IE pers.pron. (dual forms)

Patrick C. Ryan proto-language at email.msn.com
Thu May 27 23:07:42 UTC 1999


Dear Jens and IEists:

 ----- Original Message -----
From: Jens Elmegaard Rasmussen <jer at cphling.dk>
Sent: Wednesday, May 26, 1999 7:52 AM

>>>> Pat asked:

>>>>>> Why cannot su:nu{'}- + -y yield su:nu:{'} with compensatory lengthening?

>>>> Jens responded:

>>>>> There is no such rule. In one instance, a stem amu- got segmented off
>>>>> by a funny analogy in the inflection of the pronoun asau 'that one'
>>>>> (acc.sg.M amu-m) and was used in the formation of a pl. with /-y/, this
>>>>> giving ami:, not **amu:.

>>>> Pat responded:

>>>> I think it is dangerous to assume that combinatory rules have acted
>>>> identically at different periods, do you not?

>> Jens objected:

>>> Sure, but you were using completely unknown rules.

>> Pat rejoinds:

>> Since when is compensatory lengthening "unknown"?

> I meant "completely unknown for the language concerned", which of course
> is what matters. I don't believe such a compensatory lengthening rule has
> ever been known for Sanskrit. If you assume -uy > -u: in Sanskrit, it is
> your task to demonstrate that there is such a "rule", meaning that the
> same change occurs in other cases where -u- and final -y meet. It would be
> an interesting discovery if you have examples to show that (for Sanskrit,
> mind you).

Pat responds:

Gee, Jens, I thought you knew about IE *ai -> Sanskrit [e:], or is that not
a lengthened vowel?

>>>> Pat responded:

>>>> Sorry, I cannot accept the idea that laryngeals still functioning in
>>>> Sanskrit made yuge{'} sandhi-resistant.

>>> It is a descriptive fact,

>> Pat rejoinds:

>> Your idea of a "fact" and mine are obviously totally different. That yuge{'}
>> may be sandhi-resistant could be a fact. That the cause is your convenient
>> laryngeal, is not!

Jens counters:

> But facts ought to be given explanations, and in this case it lies right
> at hand. What is simpler than assuming that a neuter dual contains the
> neuter dual ending? Now, in consonant stems the neuter dual in Sanskrit
> ends in /-i:/. The most common (in Beekes' phonology, if I understand him
> correctly, the only) source of that is a PIE sequence of i + laryngeal.
> Then, if /yuge'/ is regular, and the stem is *yugo-, we are made to posit
> *yugo-iH. That fully explains its sandhi-resistence, for before a vowel,
> the H goes to the following syllable, leaving -oi to form a diphthong in a
> syllable of their own, whence Skt. -e, even before vowel in the following
> word.

Pat, amazed again:

Gosh, Jens, does not IE *e/oi -> Sanskrit [e:] also? Besides, 99% of the
cases when <yuge{'}> will come before a vowel involve a following word the
initial of which can anciently have been presumed to be derived from IE *H.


> _Work item_:
Only a number is expected in reply: the number of lines below that include the word "interactable".

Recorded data
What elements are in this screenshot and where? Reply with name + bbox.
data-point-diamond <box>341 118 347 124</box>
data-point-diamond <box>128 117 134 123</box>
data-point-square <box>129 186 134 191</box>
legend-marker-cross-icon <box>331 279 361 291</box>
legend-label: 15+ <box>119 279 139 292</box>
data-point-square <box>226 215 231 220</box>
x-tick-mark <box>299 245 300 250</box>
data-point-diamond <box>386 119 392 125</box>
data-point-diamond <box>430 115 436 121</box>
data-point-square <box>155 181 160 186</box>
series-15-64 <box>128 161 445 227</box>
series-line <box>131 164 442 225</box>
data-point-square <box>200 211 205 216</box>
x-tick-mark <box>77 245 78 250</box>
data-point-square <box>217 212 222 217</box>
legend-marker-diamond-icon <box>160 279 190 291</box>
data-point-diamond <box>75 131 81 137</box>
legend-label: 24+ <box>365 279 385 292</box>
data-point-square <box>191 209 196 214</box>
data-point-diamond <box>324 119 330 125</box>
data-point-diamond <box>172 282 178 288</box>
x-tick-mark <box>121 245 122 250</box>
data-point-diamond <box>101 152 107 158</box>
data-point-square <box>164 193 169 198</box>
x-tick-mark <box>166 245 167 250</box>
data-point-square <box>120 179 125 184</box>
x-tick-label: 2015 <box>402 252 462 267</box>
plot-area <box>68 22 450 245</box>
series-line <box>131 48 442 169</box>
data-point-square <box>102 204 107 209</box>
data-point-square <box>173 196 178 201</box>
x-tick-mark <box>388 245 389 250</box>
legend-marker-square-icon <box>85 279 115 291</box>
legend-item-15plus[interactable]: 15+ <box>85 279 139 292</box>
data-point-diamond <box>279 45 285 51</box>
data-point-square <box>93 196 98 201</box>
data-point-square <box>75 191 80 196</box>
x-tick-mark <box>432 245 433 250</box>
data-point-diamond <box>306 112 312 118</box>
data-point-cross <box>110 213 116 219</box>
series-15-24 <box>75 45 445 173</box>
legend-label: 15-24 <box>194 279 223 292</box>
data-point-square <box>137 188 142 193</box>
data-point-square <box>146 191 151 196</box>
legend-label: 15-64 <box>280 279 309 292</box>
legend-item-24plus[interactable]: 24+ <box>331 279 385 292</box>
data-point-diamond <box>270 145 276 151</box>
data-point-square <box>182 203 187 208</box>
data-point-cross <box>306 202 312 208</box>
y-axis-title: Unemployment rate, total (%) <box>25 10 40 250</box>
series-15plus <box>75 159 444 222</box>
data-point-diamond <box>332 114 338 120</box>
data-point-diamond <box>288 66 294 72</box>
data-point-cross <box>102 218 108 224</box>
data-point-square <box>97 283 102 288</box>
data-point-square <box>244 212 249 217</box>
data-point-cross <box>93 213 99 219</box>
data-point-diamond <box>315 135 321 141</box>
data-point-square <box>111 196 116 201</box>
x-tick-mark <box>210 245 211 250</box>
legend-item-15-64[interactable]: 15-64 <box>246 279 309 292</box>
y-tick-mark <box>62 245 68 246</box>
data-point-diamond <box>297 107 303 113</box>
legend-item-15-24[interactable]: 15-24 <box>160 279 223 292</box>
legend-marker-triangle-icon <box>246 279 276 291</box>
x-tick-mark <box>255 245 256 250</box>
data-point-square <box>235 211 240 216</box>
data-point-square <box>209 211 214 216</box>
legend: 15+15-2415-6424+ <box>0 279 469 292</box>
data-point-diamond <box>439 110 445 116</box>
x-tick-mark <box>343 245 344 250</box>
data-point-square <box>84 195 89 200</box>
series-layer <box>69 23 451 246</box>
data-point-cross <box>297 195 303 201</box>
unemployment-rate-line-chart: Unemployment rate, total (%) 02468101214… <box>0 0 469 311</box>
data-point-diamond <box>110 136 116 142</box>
---
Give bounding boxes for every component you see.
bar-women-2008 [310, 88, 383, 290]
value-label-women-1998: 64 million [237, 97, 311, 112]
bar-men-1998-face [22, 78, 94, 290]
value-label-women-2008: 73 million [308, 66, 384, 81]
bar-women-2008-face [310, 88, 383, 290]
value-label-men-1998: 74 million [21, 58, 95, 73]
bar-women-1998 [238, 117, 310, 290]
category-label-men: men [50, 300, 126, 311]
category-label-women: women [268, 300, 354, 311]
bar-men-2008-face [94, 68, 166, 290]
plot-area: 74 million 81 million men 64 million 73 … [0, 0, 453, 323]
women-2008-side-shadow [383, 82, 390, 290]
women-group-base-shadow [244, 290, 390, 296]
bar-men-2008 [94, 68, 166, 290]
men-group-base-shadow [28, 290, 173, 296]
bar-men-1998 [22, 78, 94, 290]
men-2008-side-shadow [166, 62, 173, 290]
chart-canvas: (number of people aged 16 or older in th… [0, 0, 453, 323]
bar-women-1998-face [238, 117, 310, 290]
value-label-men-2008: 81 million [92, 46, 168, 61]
--
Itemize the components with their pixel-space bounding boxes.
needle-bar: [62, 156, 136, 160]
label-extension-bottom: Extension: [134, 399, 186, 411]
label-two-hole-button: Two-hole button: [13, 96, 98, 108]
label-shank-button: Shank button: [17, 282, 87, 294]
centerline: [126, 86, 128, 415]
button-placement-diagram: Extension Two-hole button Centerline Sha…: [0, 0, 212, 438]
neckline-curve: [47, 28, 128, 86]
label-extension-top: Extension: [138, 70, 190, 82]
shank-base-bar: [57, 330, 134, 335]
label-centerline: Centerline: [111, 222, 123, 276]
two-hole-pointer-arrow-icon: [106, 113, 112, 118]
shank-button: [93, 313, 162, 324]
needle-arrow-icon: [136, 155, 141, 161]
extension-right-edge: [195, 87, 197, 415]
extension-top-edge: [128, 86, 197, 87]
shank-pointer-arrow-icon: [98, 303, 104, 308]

> _Response area_:
4